The lawyer for Baruch Lanner, the Orthodox rabbi convicted of sexually abusing two girls in his New Jersey religious school, presented arguments to that state’s Appellate Division of Superior Court this week that the verdict should be thrown out and a new trial ordered because the judge gave improper directions to the jury and should have separated the two cases.
“The acts alleged and arguably proved — contact consisting of several brief touches over clothing and nothing more — was insufficient to rise to the level of conduct that considered in light of reasonable contemporary standards, would tend to impair the moral[s] of an average child,” attorney Nathan Dershowitz contended in court papers.
Dershowitz, who was slated to repeat his position during oral arguments before the court Wednesday, insisted that even if such conduct “might be considered sufficient,” the judge’s failure to “tell the jury that it must evaluate the proofs in light of reasonable contemporary standards” constituted reversible error. The girls were students at the Hillel High School in Ocean, N.J., where Rabbi Lanner served as principal.
But Deputy Attorney General Analisa Sama Holmes maintained in court papers that the conviction must be upheld because Rabbi Lanner had “used Hillel as his personal kingdom to select vulnerable students and to victimize them at whim.”
“Although defendant argues that not every touching is meant to degrade a child,” she said, “his touching is criminal because he touched the victims’ intimate parts — inner thighs, breast and buttocks — which under no circumstance is acceptable behavior in any community.
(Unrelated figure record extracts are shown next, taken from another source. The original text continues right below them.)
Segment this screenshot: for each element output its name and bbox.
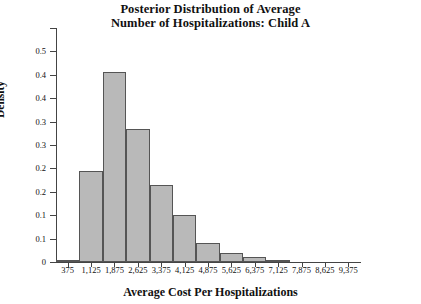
x-tick-label: 9,375 xyxy=(328,266,368,275)
histogram-bar xyxy=(56,260,79,262)
histogram-bar xyxy=(126,129,149,262)
y-tick-label: 0.4 xyxy=(0,71,46,80)
plot-area xyxy=(56,28,360,262)
histogram-bar xyxy=(220,253,243,262)
y-tick-label: 0.2 xyxy=(0,164,46,173)
histogram-bar xyxy=(103,72,126,262)
histogram-chart: Posterior Distribution of Average Number… xyxy=(0,0,421,304)
histogram-bar xyxy=(173,215,196,262)
histogram-bar xyxy=(150,185,173,262)
y-tick-mark xyxy=(50,262,56,263)
y-tick-label: 0.5 xyxy=(0,47,46,56)
y-tick-label: 0 xyxy=(0,258,46,267)
x-axis-title: Average Cost Per Hospitalizations xyxy=(0,285,421,300)
chart-title-line-1: Posterior Distribution of Average xyxy=(0,2,421,16)
y-tick-label: 0.3 xyxy=(0,118,46,127)
y-tick-label: 0.1 xyxy=(0,235,46,244)
y-tick-label: 0.4 xyxy=(0,94,46,103)
y-tick-label: 0.2 xyxy=(0,188,46,197)
y-tick-label: 0.3 xyxy=(0,141,46,150)
chart-title: Posterior Distribution of Average Number… xyxy=(0,2,421,30)
y-tick-label: 0.1 xyxy=(0,211,46,220)
histogram-bar xyxy=(79,171,102,262)
histogram-bar xyxy=(266,260,289,262)
histogram-bar xyxy=(196,243,219,262)
histogram-bar xyxy=(243,257,266,262)
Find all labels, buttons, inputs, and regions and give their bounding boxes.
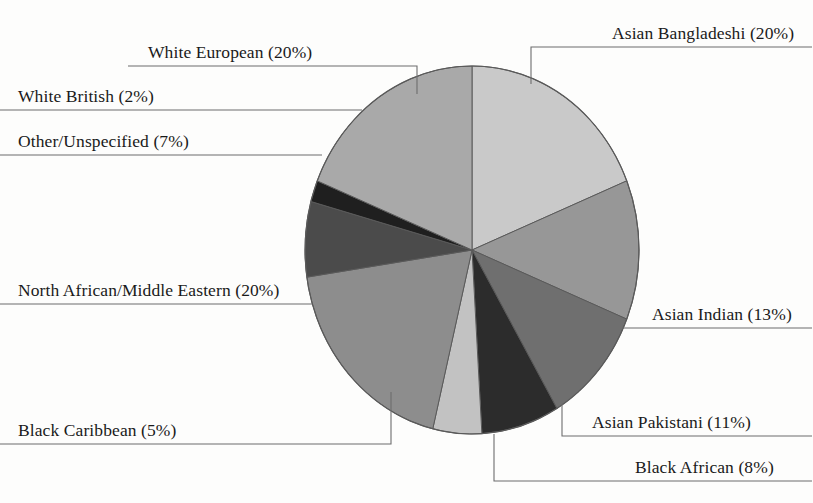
slice-label-north-african-middle-eastern: North African/Middle Eastern (20%): [18, 281, 279, 299]
slice-label-white-british: White British (2%): [18, 87, 154, 105]
slice-label-other-unspecified: Other/Unspecified (7%): [18, 132, 189, 150]
slice-label-asian-pakistani: Asian Pakistani (11%): [592, 413, 751, 431]
slice-label-white-european: White European (20%): [148, 43, 312, 61]
pie-chart-figure: Asian Bangladeshi (20%) Asian Indian (13…: [0, 0, 813, 503]
slice-label-black-caribbean: Black Caribbean (5%): [18, 421, 176, 439]
pie-slice-group: [305, 66, 639, 434]
leader-line-white-european: [128, 66, 417, 94]
slice-label-asian-indian: Asian Indian (13%): [652, 305, 792, 323]
slice-label-asian-bangladeshi: Asian Bangladeshi (20%): [612, 24, 794, 42]
leader-line-asian-bangladeshi: [531, 47, 812, 84]
slice-label-black-african: Black African (8%): [635, 458, 774, 476]
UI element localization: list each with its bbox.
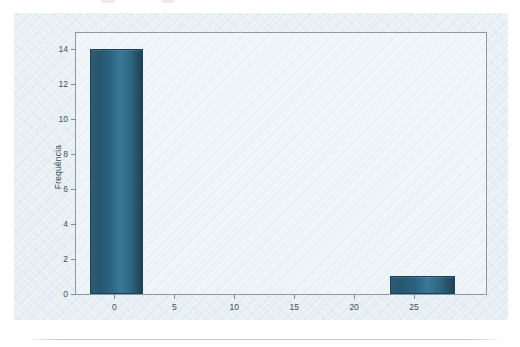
y-tick-mark xyxy=(71,189,76,190)
y-tick-label: 4 xyxy=(63,219,68,229)
y-tick-mark xyxy=(71,119,76,120)
y-tick-label: 10 xyxy=(59,114,68,124)
x-tick-mark xyxy=(234,294,235,299)
plot-frame: 024681012140510152025 xyxy=(75,32,487,295)
y-tick-mark xyxy=(71,259,76,260)
x-tick-mark xyxy=(294,294,295,299)
x-tick-label: 0 xyxy=(112,302,117,312)
y-tick-mark xyxy=(71,84,76,85)
bar xyxy=(390,276,455,294)
x-tick-mark xyxy=(174,294,175,299)
x-tick-label: 5 xyxy=(172,302,177,312)
page-divider-rule xyxy=(30,339,500,340)
x-tick-label: 15 xyxy=(289,302,298,312)
bar xyxy=(90,49,143,294)
y-tick-label: 0 xyxy=(63,289,68,299)
x-tick-mark xyxy=(414,294,415,299)
y-tick-mark xyxy=(71,294,76,295)
y-tick-mark xyxy=(71,154,76,155)
x-tick-label: 10 xyxy=(230,302,239,312)
y-tick-label: 14 xyxy=(59,44,68,54)
y-tick-mark xyxy=(71,224,76,225)
plot-area: 024681012140510152025 xyxy=(76,33,486,294)
y-axis-title: Frequência xyxy=(53,144,63,189)
text-remnant-mark xyxy=(101,0,115,3)
y-tick-label: 2 xyxy=(63,254,68,264)
y-tick-label: 6 xyxy=(63,184,68,194)
x-tick-mark xyxy=(354,294,355,299)
chart-figure-panel: Frequência 024681012140510152025 xyxy=(14,13,508,320)
x-tick-mark xyxy=(114,294,115,299)
text-remnant-mark xyxy=(162,0,174,3)
y-tick-label: 8 xyxy=(63,149,68,159)
y-tick-mark xyxy=(71,49,76,50)
x-tick-label: 25 xyxy=(409,302,418,312)
x-tick-label: 20 xyxy=(349,302,358,312)
y-tick-label: 12 xyxy=(59,79,68,89)
cropped-text-remnant xyxy=(0,0,520,6)
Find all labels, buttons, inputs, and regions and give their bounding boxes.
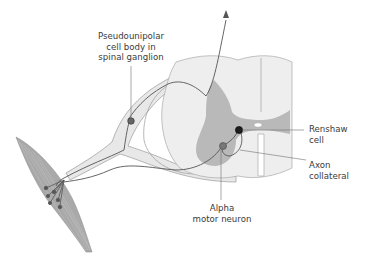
- label-line: cell: [309, 135, 348, 146]
- alpha-motor-neuron: [220, 143, 227, 150]
- label-line: Alpha: [186, 203, 258, 214]
- label-line: motor neuron: [186, 214, 258, 225]
- label-axon-collateral: Axon collateral: [309, 160, 349, 181]
- renshaw-cell: [235, 126, 242, 133]
- spinal-cord: [162, 56, 292, 178]
- label-alpha-motor-neuron: Alpha motor neuron: [186, 203, 258, 224]
- label-renshaw-cell: Renshaw cell: [309, 124, 348, 145]
- central-canal: [254, 123, 262, 127]
- label-line: Axon: [309, 160, 349, 171]
- label-pseudounipolar-cell-body: Pseudounipolar cell body in spinal gangl…: [93, 31, 169, 63]
- label-line: Pseudounipolar: [93, 31, 169, 42]
- pseudounipolar-cell-body: [128, 118, 135, 125]
- label-line: spinal ganglion: [93, 52, 169, 63]
- label-line: collateral: [309, 171, 349, 182]
- label-line: Renshaw: [309, 124, 348, 135]
- ascending-arrow-icon: [223, 10, 229, 18]
- skeletal-muscle: [16, 137, 92, 252]
- label-line: cell body in: [93, 42, 169, 53]
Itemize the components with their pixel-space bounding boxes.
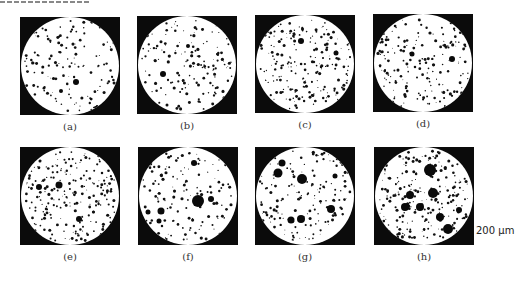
sample-disc	[138, 16, 236, 114]
micrograph-panel-e	[20, 147, 120, 245]
micrograph-panel-f	[138, 147, 238, 245]
scale-bar-label: 200 μm	[476, 225, 514, 236]
sample-disc	[374, 14, 472, 112]
micrograph-panel-h	[374, 147, 474, 245]
sample-disc	[256, 147, 354, 245]
sample-disc	[256, 15, 354, 113]
panel-label-d: (d)	[403, 118, 443, 129]
sample-disc	[375, 147, 473, 245]
panel-label-g: (g)	[285, 251, 325, 262]
sample-disc	[21, 147, 119, 245]
sample-disc	[139, 147, 237, 245]
micrograph-panel-c	[255, 15, 355, 113]
micrograph-panel-g	[255, 147, 355, 245]
micrograph-panel-b	[137, 16, 237, 114]
panel-label-b: (b)	[167, 120, 207, 131]
panel-label-e: (e)	[50, 251, 90, 262]
panel-label-h: (h)	[404, 251, 444, 262]
panel-label-a: (a)	[50, 121, 90, 132]
panel-label-c: (c)	[285, 119, 325, 130]
micrograph-panel-a	[20, 17, 120, 115]
panel-label-f: (f)	[168, 251, 208, 262]
caption-fragment	[0, 0, 90, 5]
sample-disc	[21, 17, 119, 115]
micrograph-panel-d	[373, 14, 473, 112]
His actions are also suspect by the very manner he executed them, cornering his victims up against the wall …”
Although Superior Court Judge Paul Chaiet did not advise the jury to use “reasonable contemporary standards” in evaluating the charges, Holmes said “the jury in fact applied” them. She said it is “difficult for any jury to conclude that touching a child’s breasts, legs and vaginal areas did not violate community standards.”
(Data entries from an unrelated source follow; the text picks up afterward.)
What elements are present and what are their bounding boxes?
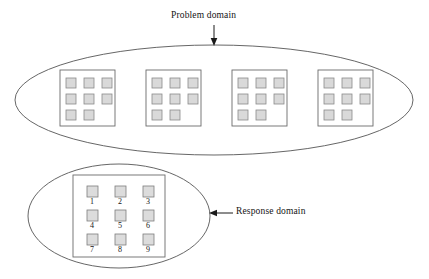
problem-matrix-1 [60, 70, 115, 126]
response-option-2-number: 2 [115, 198, 125, 206]
matrix-4-cell-4 [324, 94, 334, 104]
diagram-vector-layer [0, 0, 429, 279]
matrix-3-cell-5 [256, 94, 266, 104]
matrix-1-cell-6 [102, 94, 112, 104]
matrix-2-cell-1 [152, 78, 162, 88]
matrix-2-cell-7 [152, 110, 162, 120]
response-option-9-square[interactable] [143, 234, 154, 245]
matrix-4-cell-1 [324, 78, 334, 88]
problem-domain-label: Problem domain [171, 10, 236, 20]
matrix-3-cell-1 [238, 78, 248, 88]
matrix-1-cell-4 [66, 94, 76, 104]
matrix-3-cell-2 [256, 78, 266, 88]
matrix-2-cell-6 [188, 94, 198, 104]
matrix-4-cell-5 [342, 94, 352, 104]
response-option-6-square[interactable] [143, 210, 154, 221]
matrix-2-cell-4 [152, 94, 162, 104]
response-option-4-number: 4 [87, 222, 97, 230]
problem-domain-arrow [211, 25, 218, 46]
response-option-5-square[interactable] [115, 210, 126, 221]
matrix-3-cell-7 [238, 110, 248, 120]
matrix-4-cell-8 [342, 110, 352, 120]
matrix-4-cell-3 [360, 78, 370, 88]
response-option-9-number: 9 [143, 246, 153, 254]
matrix-4-cell-7 [324, 110, 334, 120]
matrix-2-cell-5 [170, 94, 180, 104]
response-domain-arrow [209, 210, 233, 217]
response-option-8-square[interactable] [115, 234, 126, 245]
matrix-1-cell-8 [84, 110, 94, 120]
response-option-7-number: 7 [87, 246, 97, 254]
response-domain-label: Response domain [236, 206, 306, 216]
matrix-1-cell-1 [66, 78, 76, 88]
response-option-5-number: 5 [115, 222, 125, 230]
response-option-6-number: 6 [143, 222, 153, 230]
raven-matrices-diagram: Problem domain Response domain 1 2 3 4 5… [0, 0, 429, 279]
response-option-3-square[interactable] [143, 186, 154, 197]
response-option-2-square[interactable] [115, 186, 126, 197]
matrix-2-cell-3 [188, 78, 198, 88]
problem-matrix-4 [318, 70, 373, 126]
matrix-3-cell-6 [274, 94, 284, 104]
matrix-2-cell-2 [170, 78, 180, 88]
matrix-3-cell-8 [256, 110, 266, 120]
response-option-1-square[interactable] [87, 186, 98, 197]
matrix-4-cell-2 [342, 78, 352, 88]
response-option-8-number: 8 [115, 246, 125, 254]
matrix-3-cell-4 [238, 94, 248, 104]
matrix-4-cell-6 [360, 94, 370, 104]
matrix-3-cell-3 [274, 78, 284, 88]
problem-matrix-2 [146, 70, 201, 126]
response-option-4-square[interactable] [87, 210, 98, 221]
matrix-2-cell-8 [170, 110, 180, 120]
response-option-3-number: 3 [143, 198, 153, 206]
response-option-1-number: 1 [87, 198, 97, 206]
problem-matrix-3 [232, 70, 287, 126]
matrix-1-cell-3 [102, 78, 112, 88]
matrix-1-cell-2 [84, 78, 94, 88]
matrix-1-cell-7 [66, 110, 76, 120]
response-option-7-square[interactable] [87, 234, 98, 245]
matrix-1-cell-5 [84, 94, 94, 104]
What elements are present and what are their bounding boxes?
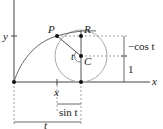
label-neg-cos-t: −cos t	[128, 40, 155, 52]
label-x-mark: x	[53, 86, 59, 98]
point-origin	[12, 80, 16, 84]
label-p: P	[47, 23, 55, 35]
label-r: R	[83, 23, 91, 35]
point-r	[79, 34, 83, 38]
point-contact	[79, 80, 83, 84]
label-y: y	[2, 30, 8, 42]
cycloid-diagram: y x P R C t x −cos t 1 sin t t	[0, 0, 163, 129]
label-t-bottom: t	[44, 119, 48, 129]
label-x-axis: x	[151, 75, 157, 87]
point-p	[55, 34, 59, 38]
label-c: C	[84, 55, 92, 67]
label-one: 1	[128, 63, 134, 75]
point-c	[79, 54, 83, 58]
radius-cp	[57, 36, 81, 56]
label-sin-t: sin t	[59, 106, 78, 118]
Rabbi Lanner, 54, who was also a former regional director of the Orthodox Union’s National Council on Synagogue Youth, was convicted in June 2002 and sentenced to seven years in prison. He is out on bail pending appeal.
His arrest followed an investigation by The Jewish Week that implicated him in the abuse of NCSY teens — boys and girls — throughout his nearly three decades with the organization.
In his appeal, Dershowitz argued also that the jury improperly considered a second-degree charge of child endangerment because such a charge applies only when the defendant stands in for a parent, and “there was no evidence that Rabbi Lanner had assumed a parent’s role.”
“As the trial court noted at sentencing, ‘But for the second-degree offense in this case, [Rabbi Lanner] would not be going to jail,’ ” Dershowitz said.
And Dershowitz insisted that the two alleged victims should have faced the rabbi in separate trials because a “joint trial simply allows the state to cumulate individually weak cases and invites the jury to convict on the basis of propensity.”
But Holmes replied in her papers that parents who pay for a private school education “should expect” the principal to assume responsibility for their child while at school.
“Is a private school principal who may teach your child … to be treated as a complete stranger for child endangerment crimes involving sexual assaults and offensive touching of their private areas?” she asked. “The testimony showed that defendant was a powerful member of the Orthodox Jewish community who influenced the NCSY.”
Holmes refuted Dershowitz’s claim that the victims’ allegations warranted two separate trials, pointing out that even if they were severed, the prosecution could have admitted evidence of the other victim’s complaint.
In rebuttal, Dershowitz said the state’s claim that Rabbi Lanner committed “atrocities” seeks to convey “the message that the defendant is a monster who committed horrific acts of sexual abuse.”
“This court should not be misled by the state’s tactics,” he argued. “To refuse to see gradations and treat all improprieties involving minors the same way is to denigrate the seriousness of the most serious crimes, the real atrocities that, unfortunately, do occur.”